Even though the conference is Oct 2-6, 2011, and will be bigger and better than last year's conference, the Call for Paper submission and review/selection evaluation started much earlier.In previous years, I've participated in the review process and this year I was honored to serve as co-lead for the "Enterprise Service Architecture and Cloud" track with Ludovic Champenois. We had a stellar review team with an equal mix of Oracle and external community reviewers. The review process is very overwhelming with the reviewers going through multiple voting iterations on each submission in order to ensure that the selected content is the BEST of the submitted lot. Our ultimate goal was to ensure that the content best represented the track, and most importantly would draw interest and excitement from attendees.

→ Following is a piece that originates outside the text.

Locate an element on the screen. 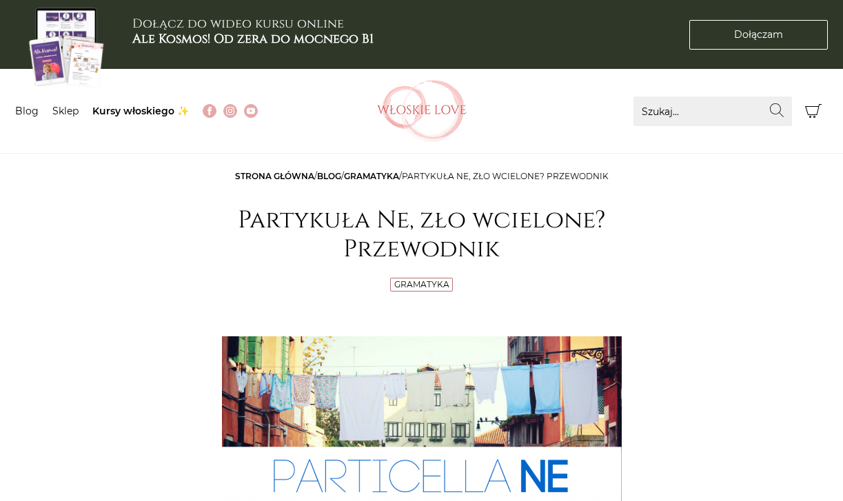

As always, the number and quality of submissions were just superb, making for a truly challenging (and rewarding) experience for the reviewers. As co-lead I tried to ensure that I applied a fair and balanced process in the evaluation of content in my track. . Here are some key steps followed by all track leads:
- Vote on sessions - Each reviewer is required to vote on the sessions on a scale of 1-5 - and also provide a justifying comment.
- Create buckets - Divide the submissions into different buckets to ensure a fair representation of different topics within a track. This ensures that if a particular bucket got higher votes then the track is not exclusively skewed towards it.
- Top 7 - The review committee provides a list of the top 7 talks that can be used in the promotional material by the JavaOne team. Generally these talks are easy to identify and a consensus is reached upon them fairly quickly.
- First cut - Each track is allocated a total number of sessions (including panels), BoFs, and Hands-on labs that can be approved. The track leads then start creating the first cut of the approvals using the casted votes coupled with their prior experience in the subject matter. In our case, Ludo and I have been attending/speaking at JavaOne (and other popular Java-focused conferences) for double digit years.
- The Grind - The first cut is then refined and refined and refined using multiple selection criteria such as sorting on the bucket, speaker quality, topic popularity, cumulative vote total, and individual vote scale. The sessions that don't make the cut are reviewed again as well to ensure if they need to replace one of the selected one as a potential alternate.
- JavaOne is a technology-focused conference so any product, marketing or seemingly marketish talk are put at the bottom of the list.Oracle Open World and Oracle Develop are better options for submitting product specific talks.
- Make your title catchy. Remember the attendees are more likely to read the abstract if they like the title.
- We try our best to recategorize the talk to a different track if it needs to but please ensure that you are filing in the right track to have all the right eyeballs looking at it. Also, it does not hurt marking an alternate track if your talk meets the criteria.
- Make sure to coordinate within your team before the submission - multiple sessions from the same team or company does not ensure that the best speaker is picked. In such case we rely upon your "google presence" and/or review committee's prior knowledge of the speaker.
- The reviewers may not know you or your product at all and you get 750 characters to pitch your idea. Make sure to use all of them, to the last 750th character.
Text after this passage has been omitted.